BRUSSELS (AP) ― The Antwerp Royal Museum of Fine Arts has put those big, bold Baroque works of its famous son Peter Paul Rubens into hiding ― if only for a renovation.
Just as the famous Amsterdam Rijksmuseum in neighboring Netherlands has returned “The Night Watch’’ of its most famous painter, Rembrandt van Rijn, back in the main building after a ten-year renovation, Antwerp is hiding five oversized Rubens paintings in a special depot to protect them against the rough and tumble of four more years of works.
The art includes the massive “Baptism of Christ,’’ which measures 4.11 by 6.75 meters and weighs 560 kilograms . The 19th century museum has a long narrow slot in a central showroom to lower paintings onto the ground floor in case of war or emergency.
Press and communications officer Veronique Van Passel opens giant steel doors which lead to an interior warehouse in the Antwerp Royal Museum of Fine Arts in Antwerp, Belgium, Thursday. (AP-Yonhap News)
To start the renovation, the museum first created a fully climate-controlled and shock-free interior warehouse where once a nuclear bomb shelter was. Now that the most precious and fragile works have been placed there, the renovation on the actual museum can start and will last through 2017.
The depot has 1,292 works in storage, also including four oversized paintings by Anthony van Dyck, another Flemish 17th century master.
“They find their peace and security in comfortable safety,’’ said the regional culture minister, Joke Schauvliege.
In nearby Amsterdam, “The Night Watch’’ was moved to a special wing of the museum where the Rembrandt masterpiece and other of the museum’s greatest works were kept on view for art lovers from around the world during the decade-long renovation.
Antwerp did not have that option. Many of its works that can travel will go to foreign shows and temporary exhibitions, but the sheer size of much of the best works of Rubens makes that impossible.
The works are all stacked alongside one another row upon row of giant slides.
Before the doors to the warehouse close for years, the public has one last chance to visit them this weekend. Days ahead of the show, though, it already was a sellout.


PROBLEM STATEMENT: Look through the entries that follow and return each line that has the string "right".
* * * *
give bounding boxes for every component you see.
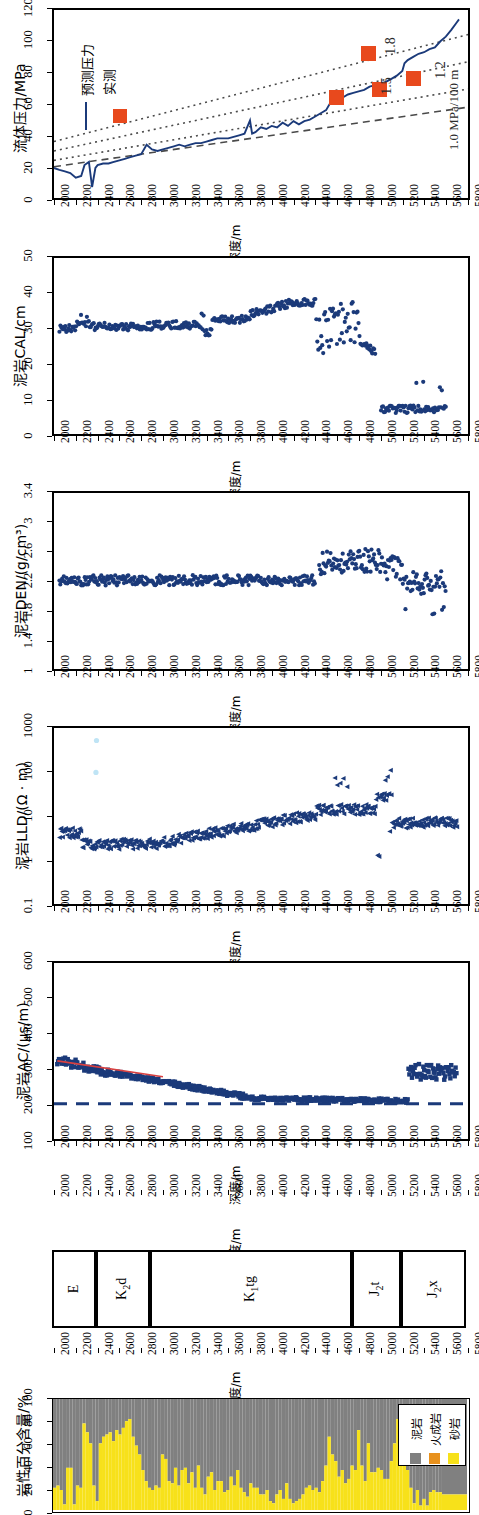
depth-tick-label: 4800	[364, 1332, 376, 1355]
depth-tick-label: 2000	[59, 655, 71, 678]
depth-tick-mark	[315, 1348, 316, 1353]
depth-tick-mark	[424, 436, 425, 441]
depth-tick-mark	[294, 200, 295, 205]
depth-tick-label: 5800	[473, 1174, 479, 1197]
depth-tick-mark	[468, 1190, 469, 1195]
depth-tick-mark	[250, 906, 251, 911]
depth-tick-mark	[272, 436, 273, 441]
depth-tick-label: 3600	[233, 420, 245, 443]
depth-tick-mark	[250, 436, 251, 441]
depth-tick-label: 2600	[124, 1332, 136, 1355]
depth-tick-label: 4200	[299, 1125, 311, 1148]
depth-tick-label: 3600	[233, 1174, 245, 1197]
stratigraphy-unit: K1tg	[150, 1250, 352, 1328]
depth-tick-mark	[359, 200, 360, 205]
depth-tick-label: 5600	[451, 890, 463, 913]
panel-mudstone-lld: 泥岩LLD/(Ω · m) 0.11101001000 200022002400…	[0, 718, 479, 950]
legend-swatch-igneous	[429, 1453, 440, 1464]
depth-tick-mark	[294, 436, 295, 441]
depth-tick-label: 4200	[299, 890, 311, 913]
depth-tick-label: 5000	[386, 184, 398, 207]
depth-tick-mark	[403, 436, 404, 441]
depth-tick-label: 3000	[168, 420, 180, 443]
depth-tick-label: 3600	[233, 1125, 245, 1148]
depth-tick-label: 4200	[299, 655, 311, 678]
value-tick-mark	[47, 1141, 52, 1142]
depth-tick-label: 3600	[233, 655, 245, 678]
depth-tick-mark	[98, 200, 99, 205]
depth-tick-mark	[163, 1141, 164, 1146]
value-tick-label: 600	[21, 941, 36, 981]
depth-tick-mark	[141, 200, 142, 205]
depth-tick-label: 5400	[429, 1332, 441, 1355]
depth-tick-label: 3800	[255, 1125, 267, 1148]
depth-tick-mark	[207, 1141, 208, 1146]
depth-tick-label: 4200	[299, 1174, 311, 1197]
depth-tick-label: 2800	[146, 890, 158, 913]
depth-tick-mark	[468, 200, 469, 205]
depth-tick-mark	[294, 1190, 295, 1195]
depth-tick-label: 5200	[408, 890, 420, 913]
depth-tick-label: 3800	[255, 420, 267, 443]
depth-tick-mark	[424, 671, 425, 676]
depth-tick-mark	[294, 671, 295, 676]
depth-tick-label: 5200	[408, 184, 420, 207]
depth-tick-label: 5800	[473, 1125, 479, 1148]
depth-tick-mark	[294, 1348, 295, 1353]
depth-tick-label: 5800	[473, 420, 479, 443]
depth-tick-mark	[403, 1141, 404, 1146]
depth-tick-label: 3800	[255, 1174, 267, 1197]
depth-tick-mark	[381, 1348, 382, 1353]
panel-mudstone-lld-plot	[52, 726, 470, 906]
value-tick-mark	[47, 436, 52, 437]
depth-tick-mark	[337, 436, 338, 441]
depth-tick-label: 4600	[342, 184, 354, 207]
depth-tick-mark	[141, 1141, 142, 1146]
depth-tick-label: 4800	[364, 184, 376, 207]
depth-tick-label: 5400	[429, 184, 441, 207]
depth-tick-label: 2600	[124, 420, 136, 443]
depth-tick-mark	[403, 906, 404, 911]
depth-tick-mark	[315, 1190, 316, 1195]
depth-tick-label: 3400	[212, 184, 224, 207]
depth-tick-label: 5000	[386, 420, 398, 443]
depth-tick-mark	[468, 906, 469, 911]
depth-tick-mark	[207, 436, 208, 441]
depth-tick-mark	[119, 906, 120, 911]
depth-tick-mark	[54, 1190, 55, 1195]
depth-tick-mark	[76, 1348, 77, 1353]
depth-tick-mark	[185, 1141, 186, 1146]
depth-tick-label: 2600	[124, 184, 136, 207]
depth-tick-mark	[359, 906, 360, 911]
legend-swatch-sandstone	[448, 1453, 459, 1464]
depth-tick-mark	[250, 1141, 251, 1146]
depth-tick-mark	[228, 671, 229, 676]
depth-tick-label: 4200	[299, 184, 311, 207]
panel-mudstone-den-plot	[52, 491, 470, 671]
depth-tick-mark	[228, 1141, 229, 1146]
data-points	[57, 768, 459, 859]
depth-tick-label: 4200	[299, 420, 311, 443]
depth-tick-mark	[468, 671, 469, 676]
depth-tick-mark	[250, 1190, 251, 1195]
depth-tick-label: 3800	[255, 890, 267, 913]
depth-tick-mark	[446, 671, 447, 676]
depth-tick-mark	[207, 200, 208, 205]
data-points	[57, 547, 447, 616]
depth-tick-mark	[337, 200, 338, 205]
depth-tick-mark	[76, 671, 77, 676]
depth-tick-label: 5800	[473, 1332, 479, 1355]
stratigraphy-unit-label: J2x	[424, 1280, 442, 1297]
depth-tick-mark	[294, 1141, 295, 1146]
depth-tick-mark	[119, 1141, 120, 1146]
depth-tick-mark	[54, 671, 55, 676]
depth-tick-label: 4600	[342, 1332, 354, 1355]
depth-tick-label: 4400	[320, 1125, 332, 1148]
depth-tick-mark	[163, 200, 164, 205]
depth-tick-label: 3800	[255, 184, 267, 207]
depth-tick-mark	[76, 1141, 77, 1146]
depth-tick-label: 2200	[81, 1174, 93, 1197]
depth-tick-label: 2400	[103, 1174, 115, 1197]
depth-tick-label: 2000	[59, 1125, 71, 1148]
depth-tick-label: 3200	[190, 420, 202, 443]
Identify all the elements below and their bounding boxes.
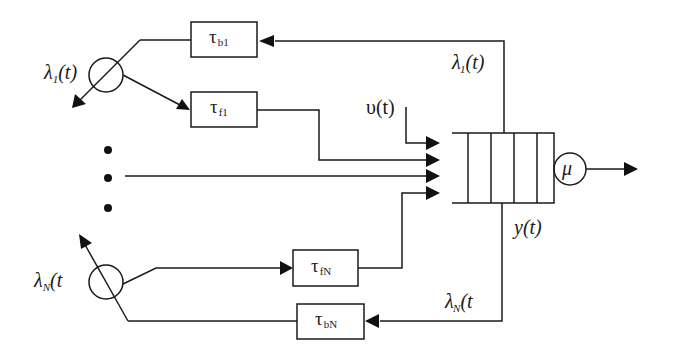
source-N-label: λN(t [34,270,62,293]
arrow-into-tau-fN-icon [280,261,293,275]
arrow-f1-into-queue-icon [426,153,440,167]
tau-fN-label: τfN [311,256,331,277]
ellipsis-dot-2 [104,174,112,182]
source-1-diagonal-line [78,40,140,102]
queue-buffer [452,133,554,203]
line-tau-f1-to-queue [257,110,428,160]
source-1-label: λ1(t) [44,62,77,85]
arrow-fN-into-queue-icon [426,186,440,200]
line-upsilon-to-queue [406,107,428,143]
queue-output-label: y(t) [514,217,542,237]
arrow-into-tau-b1-icon [259,35,274,47]
feedback-1-label: λ'1(t) [452,52,484,75]
feedback-line-N [380,203,502,321]
server-output-arrow-icon [624,162,638,176]
ellipsis-dot-3 [104,204,112,212]
line-source1-to-tau-f1 [123,75,180,105]
arrow-into-tau-bN-icon [365,314,379,328]
tau-b1-label: τb1 [209,27,229,48]
ellipsis-dot-1 [104,146,112,154]
arrow-middle-into-queue-icon [426,169,440,183]
external-input-label: υ(t) [366,97,395,117]
line-sourceN-to-tau-fN [123,268,281,284]
line-tau-fN-to-queue [358,193,428,268]
tau-bN-label: τbN [315,309,337,330]
arrow-upsilon-into-queue-icon [426,136,440,150]
server-label: μ [562,158,572,178]
tau-f1-label: τf1 [210,97,228,118]
queue-feedback-diagram [0,0,676,355]
feedback-N-label: λ'N(t [445,291,473,314]
source-N-diagonal-line [84,243,128,321]
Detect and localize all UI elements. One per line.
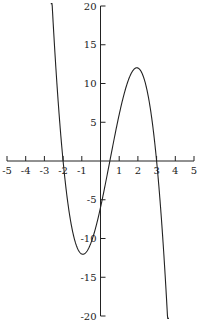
axes (7, 6, 194, 316)
x-tick-label: 1 (116, 165, 122, 176)
y-tick-label: 10 (84, 78, 97, 89)
function-plot: -5-4-3-2-112345-20-15-10-55101520 (0, 0, 200, 326)
x-tick-label: -2 (58, 165, 68, 176)
y-tick-label: -5 (87, 194, 97, 205)
x-tick-label: 5 (191, 165, 197, 176)
y-tick-label: -20 (80, 311, 96, 322)
x-tick-label: -3 (40, 165, 50, 176)
y-tick-label: 15 (84, 39, 97, 50)
x-tick-label: -1 (77, 165, 87, 176)
x-tick-label: 4 (172, 165, 178, 176)
y-tick-label: 20 (84, 1, 97, 12)
x-tick-label: -4 (21, 165, 31, 176)
y-tick-label: 5 (90, 117, 96, 128)
x-tick-label: -5 (2, 165, 12, 176)
x-tick-label: 2 (135, 165, 141, 176)
y-tick-label: -15 (80, 272, 96, 283)
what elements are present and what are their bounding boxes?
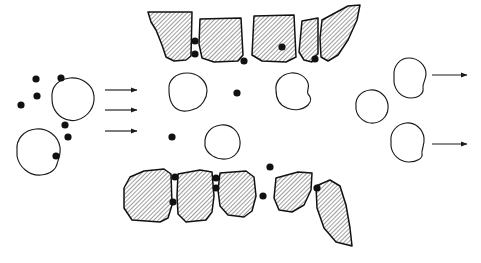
trapped-particle-top-gap1-upper [191,37,198,44]
blob-group [17,58,426,175]
inlet-particle-5 [61,121,68,128]
trapped-particle-bottom-gap2-lower [212,184,219,191]
outlet-blob-upper [394,58,426,98]
throat-blob-lower [205,125,240,159]
throat-particle-center [233,89,240,96]
lower-screen-block-1 [124,169,172,222]
trapped-particle-top-wedged [311,55,318,62]
trapped-particle-bottom-gap4 [259,192,266,199]
trapped-particle-top-gap2 [240,57,247,64]
throat-particle-left [168,133,175,140]
lower-screen-block-2 [177,170,214,222]
upper-screen-block-5 [320,5,360,61]
lower-screen-block-3 [218,171,256,217]
lower-screen-block-5 [316,180,352,246]
trapped-particle-bottom-gap3 [266,163,273,170]
figure-canvas [0,0,481,263]
trapped-particle-top-gap1-lower [191,50,198,57]
process-schematic-diagram [0,0,481,263]
outlet-blob-lower [391,123,424,162]
trapped-particle-bottom-gap1-lower [169,198,176,205]
throat-blob-upper-right [276,73,311,110]
inlet-blob-lower [17,129,60,175]
upper-screen-block-4 [299,18,318,62]
upper-screen-block-3 [252,15,296,62]
inlet-particle-6 [64,133,71,140]
inlet-particle-4 [17,101,24,108]
inlet-particle-2 [57,74,64,81]
inlet-particle-1 [32,75,39,82]
inlet-particle-7 [52,152,59,159]
outlet-blob-middle [356,90,388,123]
upper-screen-block-1 [148,12,192,61]
upper-screen-structure [148,5,360,62]
trapped-particle-top-gap3 [278,43,285,50]
upper-screen-block-2 [199,18,243,62]
lower-screen-block-4 [274,172,312,212]
inlet-particle-3 [33,92,40,99]
throat-blob-upper-left [169,73,207,111]
outlet-flow-arrow-group [432,75,467,144]
inlet-flow-arrow-group [105,90,137,131]
trapped-particle-bottom-gap1-upper [171,173,178,180]
trapped-particle-bottom-right [313,184,320,191]
lower-screen-structure [124,169,352,246]
inlet-blob-upper [52,78,94,121]
trapped-particle-bottom-gap2-upper [212,174,219,181]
* * * *
SOLUTION FOR THIS EXERCISE:
throat-blob-upper-right [276,73,311,110]
trapped-particle-bottom-right [313,184,320,191]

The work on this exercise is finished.